[Biopython-dev] Fwd: Breaking up the code base / modular installation

Peter Cock p.j.a.cock at googlemail.com
Thu Jul 17 09:53:11 UTC 2014


Dear Biopythoneers,

To anyone in Boston last week for BOSC 2014 or its preceding
CodeFest (organised by Brad Chapman) who I missed saying
hello to - sorry.

This email is to bring up one of the things we (me, Bow Arindrarto,
Eric Talevich, and others including Laurent Gautier from rpy2,
Chris Fields from BioPerl, Pjotr Prins from BioRuby/BioGems
and briefly also Brad Chapman) talked about at the CodeFest.

** Breaking up the code base / modular installation **

Currently BioPerl is still undergoing a similar process using
the CPAN infrastructure, but this has proved complex due
to many circular interdependencies which have proved hard
to untangle.

Meanwhile BioRuby has shifted over to their BioGem setup
using the quite mature Ruby Gem packing system, leaving
BioRuby's core as a relative small stable unit of code:
http://biogems.info/

You might enjoy the video of Pjotr giving the BioRuby project
update (sadly there was no BioPerl update talk this year):
http://video.open-bio.org/video/15/bioruby-and-distributed-development

I believe Pjotr is interested in the possibility of expanding the
BioGems website to track BioPerl or Biopython modules in
the future - it was designed with the goal of highlighting the
user contributed modules with links to automated test results
etc.

Biopython has tried to balance conflicting needs with a
minimal install time dependency set (a C compiler and
NumPy under C Python, not available on Jython and PyPy)
and the inclusion of "beta" modules under an experimental
warnings system.

However, we have accumulated a growing number of soft
dependencies imported on use (e.g. ReportLab, matplotlib,
SciPy, ...) which for many platforms (e.g. Linux) it would be
nice to have installable automatically (even if this is harder
on Windows).

During the CodeFest, Bow was able to try out a couple of
experiments using the Test Python Package Index (test PyPI,
https://wiki.python.org/moin/TestPyPI ) for a potential division
of the Biopython "monolith" into a set of inter-dependent
modules.

i.e. A proof-of-principle shared namespace is feasible within
the PyPI system.

(Bow was also trying alternative namespaces, and while
that and a version bump might be appropriate if we go this
route, we could equally stick with the Bio.* namespace for
now.)

The state of Python packaging and best practises remains
a little murky, with competing efforts serving different design
goals. This has put me off attempting to breakup the Biopython
codebase before. However, with Python 3.4 it seems PIP is
going to be the future standard we should target?:
https://docs.python.org/3.4/installing/index.html

Note that there is some precedent in how some Linux distributions
package Biopython now - e.g. Debian splits off our BioSQL
wrappers from the main Bio.* modules. That would be one
natural split I would expect to see as a unit under these
proposals (Biopython's BioSQL module as a separate unit).

Note that for any modularisation plan I would want us to
continue to have a "standard set" of module equivalent to
the current Biopython which can easily be installed in one go,
especially under Windows where a single Windows Installer
is highly desirable.

GitHub is perhaps not the best place for an open debate, so
let's try to continue this discussion here on the mailing list.

Have a read of https://github.com/biopython/biopython/issues/349
and then post back here please.

Let's be clear this will be a lot of work, but on the other hand
the status quo is causing some people frustration.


*Task details:*
In the lines below, look for "iframe". Copy each line where it appears.

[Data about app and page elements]

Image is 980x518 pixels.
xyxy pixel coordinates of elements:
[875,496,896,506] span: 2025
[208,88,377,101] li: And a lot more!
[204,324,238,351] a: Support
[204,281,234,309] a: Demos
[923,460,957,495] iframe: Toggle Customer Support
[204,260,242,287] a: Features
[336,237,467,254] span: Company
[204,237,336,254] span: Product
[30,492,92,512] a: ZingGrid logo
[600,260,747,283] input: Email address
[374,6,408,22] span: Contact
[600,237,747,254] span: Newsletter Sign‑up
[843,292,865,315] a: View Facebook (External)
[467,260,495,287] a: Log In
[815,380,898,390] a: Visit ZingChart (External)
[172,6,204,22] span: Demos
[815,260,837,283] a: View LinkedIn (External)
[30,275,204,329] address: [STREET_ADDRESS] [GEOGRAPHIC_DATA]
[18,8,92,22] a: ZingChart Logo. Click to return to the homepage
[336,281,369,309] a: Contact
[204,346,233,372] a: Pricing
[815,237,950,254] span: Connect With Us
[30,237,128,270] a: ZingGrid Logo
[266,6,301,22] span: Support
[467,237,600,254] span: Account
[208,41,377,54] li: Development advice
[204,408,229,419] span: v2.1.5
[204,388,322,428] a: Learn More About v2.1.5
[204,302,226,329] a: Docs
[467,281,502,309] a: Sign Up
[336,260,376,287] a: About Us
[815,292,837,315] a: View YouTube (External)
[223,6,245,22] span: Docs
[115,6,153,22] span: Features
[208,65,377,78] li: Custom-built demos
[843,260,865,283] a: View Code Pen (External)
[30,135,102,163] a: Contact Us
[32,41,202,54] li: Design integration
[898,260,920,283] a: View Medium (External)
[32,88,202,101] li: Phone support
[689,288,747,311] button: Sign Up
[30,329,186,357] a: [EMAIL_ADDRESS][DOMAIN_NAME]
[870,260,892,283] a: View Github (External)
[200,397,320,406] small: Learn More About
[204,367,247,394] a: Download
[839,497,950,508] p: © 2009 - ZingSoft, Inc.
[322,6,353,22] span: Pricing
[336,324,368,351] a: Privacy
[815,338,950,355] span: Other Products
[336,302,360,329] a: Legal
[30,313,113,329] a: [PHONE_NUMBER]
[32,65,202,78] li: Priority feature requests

---

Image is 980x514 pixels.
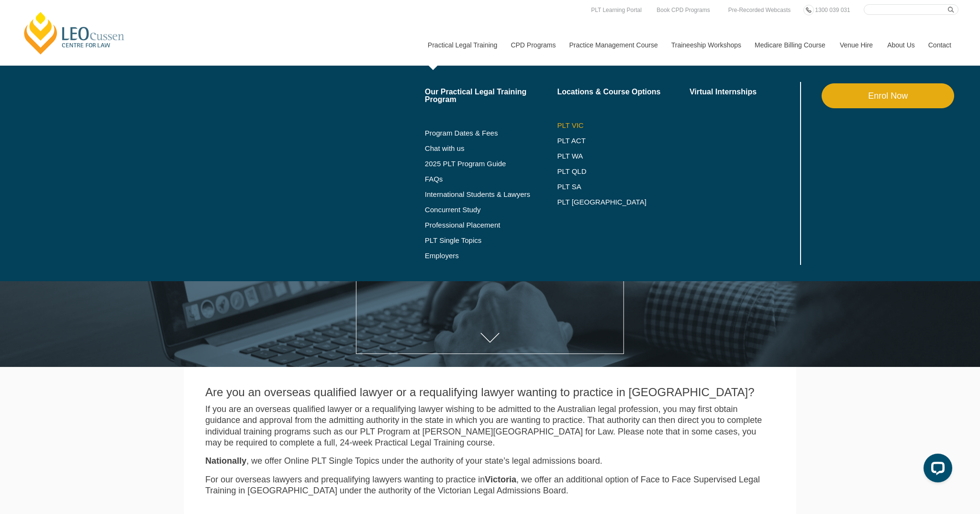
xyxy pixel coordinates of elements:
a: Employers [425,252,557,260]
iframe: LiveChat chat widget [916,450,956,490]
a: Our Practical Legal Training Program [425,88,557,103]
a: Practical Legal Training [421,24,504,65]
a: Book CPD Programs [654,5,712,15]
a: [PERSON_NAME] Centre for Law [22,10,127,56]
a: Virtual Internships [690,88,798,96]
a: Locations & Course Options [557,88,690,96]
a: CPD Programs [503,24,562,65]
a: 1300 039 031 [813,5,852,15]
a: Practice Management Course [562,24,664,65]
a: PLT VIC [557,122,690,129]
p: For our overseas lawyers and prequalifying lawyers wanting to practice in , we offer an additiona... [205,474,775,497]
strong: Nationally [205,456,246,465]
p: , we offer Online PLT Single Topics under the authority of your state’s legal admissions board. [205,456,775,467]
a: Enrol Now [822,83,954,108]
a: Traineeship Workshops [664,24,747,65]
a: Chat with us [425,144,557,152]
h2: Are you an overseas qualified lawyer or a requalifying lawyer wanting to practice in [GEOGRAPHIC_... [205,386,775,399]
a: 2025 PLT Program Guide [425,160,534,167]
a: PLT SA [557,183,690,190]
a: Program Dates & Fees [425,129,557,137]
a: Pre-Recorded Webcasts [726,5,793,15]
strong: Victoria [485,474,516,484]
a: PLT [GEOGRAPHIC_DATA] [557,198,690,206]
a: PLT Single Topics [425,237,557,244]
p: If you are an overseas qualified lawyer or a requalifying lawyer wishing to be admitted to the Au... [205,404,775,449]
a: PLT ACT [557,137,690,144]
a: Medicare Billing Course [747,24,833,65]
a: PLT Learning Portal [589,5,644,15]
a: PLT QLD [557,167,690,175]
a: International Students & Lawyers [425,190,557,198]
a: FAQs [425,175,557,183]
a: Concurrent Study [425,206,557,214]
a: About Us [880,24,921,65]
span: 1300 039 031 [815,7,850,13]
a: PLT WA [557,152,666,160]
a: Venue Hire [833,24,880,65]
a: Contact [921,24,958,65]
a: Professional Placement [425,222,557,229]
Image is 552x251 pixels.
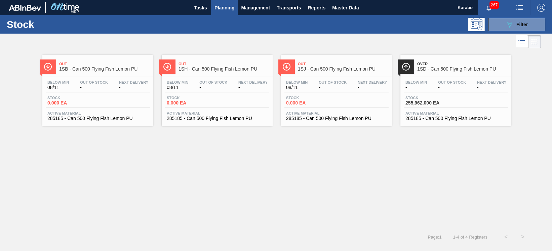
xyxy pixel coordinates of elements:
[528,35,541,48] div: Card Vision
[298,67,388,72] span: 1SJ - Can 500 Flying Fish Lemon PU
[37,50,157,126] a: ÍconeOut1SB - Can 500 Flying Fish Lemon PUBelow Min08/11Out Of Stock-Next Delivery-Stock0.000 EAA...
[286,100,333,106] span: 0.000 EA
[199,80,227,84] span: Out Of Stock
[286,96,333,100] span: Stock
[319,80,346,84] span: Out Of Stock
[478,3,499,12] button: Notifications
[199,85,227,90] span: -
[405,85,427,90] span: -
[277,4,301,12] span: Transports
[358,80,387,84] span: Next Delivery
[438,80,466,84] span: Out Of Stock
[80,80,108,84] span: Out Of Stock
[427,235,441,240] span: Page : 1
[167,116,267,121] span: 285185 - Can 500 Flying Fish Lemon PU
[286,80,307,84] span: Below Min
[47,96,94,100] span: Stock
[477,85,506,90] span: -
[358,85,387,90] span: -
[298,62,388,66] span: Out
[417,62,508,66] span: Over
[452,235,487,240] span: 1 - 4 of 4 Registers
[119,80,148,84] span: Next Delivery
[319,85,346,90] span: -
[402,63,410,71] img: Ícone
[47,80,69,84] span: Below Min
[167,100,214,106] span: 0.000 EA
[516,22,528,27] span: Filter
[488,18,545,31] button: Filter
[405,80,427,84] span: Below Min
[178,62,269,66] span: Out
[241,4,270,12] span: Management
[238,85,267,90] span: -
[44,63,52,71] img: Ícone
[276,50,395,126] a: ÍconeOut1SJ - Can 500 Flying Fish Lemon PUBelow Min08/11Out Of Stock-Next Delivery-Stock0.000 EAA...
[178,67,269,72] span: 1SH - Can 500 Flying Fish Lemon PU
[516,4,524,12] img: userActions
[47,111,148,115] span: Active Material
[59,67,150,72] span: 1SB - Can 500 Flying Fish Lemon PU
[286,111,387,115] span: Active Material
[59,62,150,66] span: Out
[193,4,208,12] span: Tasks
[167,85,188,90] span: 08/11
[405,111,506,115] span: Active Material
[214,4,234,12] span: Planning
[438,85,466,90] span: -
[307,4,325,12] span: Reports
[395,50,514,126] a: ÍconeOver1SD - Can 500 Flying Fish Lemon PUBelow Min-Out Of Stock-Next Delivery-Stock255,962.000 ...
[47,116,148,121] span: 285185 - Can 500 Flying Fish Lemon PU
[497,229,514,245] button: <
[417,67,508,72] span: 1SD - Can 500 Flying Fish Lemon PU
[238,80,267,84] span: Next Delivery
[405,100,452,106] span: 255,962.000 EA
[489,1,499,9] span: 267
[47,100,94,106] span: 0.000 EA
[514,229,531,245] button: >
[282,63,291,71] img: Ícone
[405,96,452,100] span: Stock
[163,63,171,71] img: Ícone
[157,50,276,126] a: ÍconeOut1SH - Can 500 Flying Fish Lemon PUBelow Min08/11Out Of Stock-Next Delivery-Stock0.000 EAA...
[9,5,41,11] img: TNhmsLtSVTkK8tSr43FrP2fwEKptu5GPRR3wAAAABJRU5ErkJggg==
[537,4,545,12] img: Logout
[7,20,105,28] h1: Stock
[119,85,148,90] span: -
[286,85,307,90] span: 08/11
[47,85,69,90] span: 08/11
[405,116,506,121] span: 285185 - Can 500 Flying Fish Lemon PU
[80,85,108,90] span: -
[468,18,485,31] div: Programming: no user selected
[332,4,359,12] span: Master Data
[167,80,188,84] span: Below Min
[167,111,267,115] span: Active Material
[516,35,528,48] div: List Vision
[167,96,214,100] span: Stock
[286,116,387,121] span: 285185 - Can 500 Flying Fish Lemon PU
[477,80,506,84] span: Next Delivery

==

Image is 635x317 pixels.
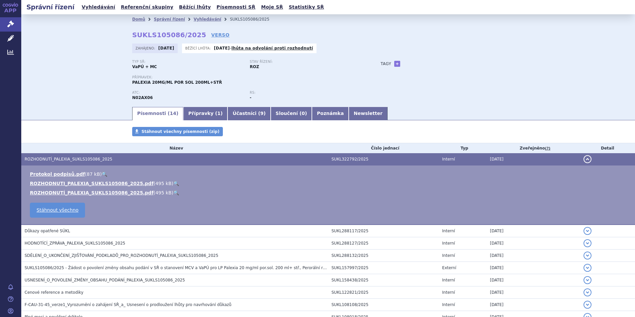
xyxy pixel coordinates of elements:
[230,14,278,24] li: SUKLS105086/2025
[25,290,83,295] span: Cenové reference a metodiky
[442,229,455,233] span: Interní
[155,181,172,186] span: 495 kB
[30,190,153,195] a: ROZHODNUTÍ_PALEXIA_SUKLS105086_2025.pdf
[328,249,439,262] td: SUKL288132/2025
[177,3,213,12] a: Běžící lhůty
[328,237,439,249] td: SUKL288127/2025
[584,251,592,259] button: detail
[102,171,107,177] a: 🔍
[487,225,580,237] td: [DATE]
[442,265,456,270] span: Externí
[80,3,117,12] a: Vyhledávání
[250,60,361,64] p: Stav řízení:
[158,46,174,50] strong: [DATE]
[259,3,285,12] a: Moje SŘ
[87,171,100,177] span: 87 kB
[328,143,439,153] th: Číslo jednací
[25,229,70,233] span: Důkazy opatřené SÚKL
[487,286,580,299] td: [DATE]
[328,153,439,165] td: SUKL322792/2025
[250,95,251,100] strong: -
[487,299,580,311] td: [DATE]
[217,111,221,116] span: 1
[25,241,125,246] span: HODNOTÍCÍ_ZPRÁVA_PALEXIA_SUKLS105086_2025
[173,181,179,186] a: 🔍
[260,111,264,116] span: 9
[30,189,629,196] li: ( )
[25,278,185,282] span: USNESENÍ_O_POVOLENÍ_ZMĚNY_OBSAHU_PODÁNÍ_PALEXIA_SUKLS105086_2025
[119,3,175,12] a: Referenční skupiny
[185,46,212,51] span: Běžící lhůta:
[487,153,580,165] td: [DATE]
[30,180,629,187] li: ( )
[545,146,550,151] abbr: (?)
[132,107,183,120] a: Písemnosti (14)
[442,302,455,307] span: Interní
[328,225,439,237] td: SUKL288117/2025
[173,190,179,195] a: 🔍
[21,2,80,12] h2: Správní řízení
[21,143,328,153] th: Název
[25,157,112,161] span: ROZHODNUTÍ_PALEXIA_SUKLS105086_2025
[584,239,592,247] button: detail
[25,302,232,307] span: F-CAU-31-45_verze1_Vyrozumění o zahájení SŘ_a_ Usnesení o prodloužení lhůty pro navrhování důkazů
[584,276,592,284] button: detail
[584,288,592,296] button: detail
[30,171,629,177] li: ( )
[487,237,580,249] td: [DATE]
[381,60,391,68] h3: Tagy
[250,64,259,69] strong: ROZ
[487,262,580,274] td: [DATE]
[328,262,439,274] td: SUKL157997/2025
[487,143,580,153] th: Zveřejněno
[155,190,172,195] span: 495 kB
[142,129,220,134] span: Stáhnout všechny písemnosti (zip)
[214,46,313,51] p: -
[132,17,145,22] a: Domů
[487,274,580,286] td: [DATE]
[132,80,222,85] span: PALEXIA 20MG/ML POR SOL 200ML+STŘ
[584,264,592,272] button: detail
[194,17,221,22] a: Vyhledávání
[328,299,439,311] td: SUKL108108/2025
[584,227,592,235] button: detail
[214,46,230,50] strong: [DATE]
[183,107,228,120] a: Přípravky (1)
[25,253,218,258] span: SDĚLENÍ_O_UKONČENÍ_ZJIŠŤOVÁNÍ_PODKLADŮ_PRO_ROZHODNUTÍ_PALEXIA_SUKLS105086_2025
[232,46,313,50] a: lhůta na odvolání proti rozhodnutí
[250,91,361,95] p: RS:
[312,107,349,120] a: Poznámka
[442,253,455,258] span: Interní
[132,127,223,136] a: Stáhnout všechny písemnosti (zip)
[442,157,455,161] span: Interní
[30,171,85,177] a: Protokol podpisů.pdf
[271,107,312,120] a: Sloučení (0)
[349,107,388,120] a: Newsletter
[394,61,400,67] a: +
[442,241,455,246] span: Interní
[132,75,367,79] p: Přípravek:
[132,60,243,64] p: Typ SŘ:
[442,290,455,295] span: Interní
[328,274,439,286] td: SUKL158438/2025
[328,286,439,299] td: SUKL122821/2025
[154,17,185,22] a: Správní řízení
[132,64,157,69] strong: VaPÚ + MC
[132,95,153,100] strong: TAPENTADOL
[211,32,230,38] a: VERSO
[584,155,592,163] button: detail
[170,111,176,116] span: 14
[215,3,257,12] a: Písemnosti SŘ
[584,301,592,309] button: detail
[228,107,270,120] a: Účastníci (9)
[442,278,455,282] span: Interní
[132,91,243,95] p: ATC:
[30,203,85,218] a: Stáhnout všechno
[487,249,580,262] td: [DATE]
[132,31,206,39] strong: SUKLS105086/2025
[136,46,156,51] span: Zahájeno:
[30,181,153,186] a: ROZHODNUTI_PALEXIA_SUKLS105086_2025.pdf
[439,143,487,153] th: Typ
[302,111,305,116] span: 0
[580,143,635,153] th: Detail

*Expected answer:*
[923,460,957,495] iframe: Toggle Customer Support
iframe: LiveChat chat widget [916,450,956,490]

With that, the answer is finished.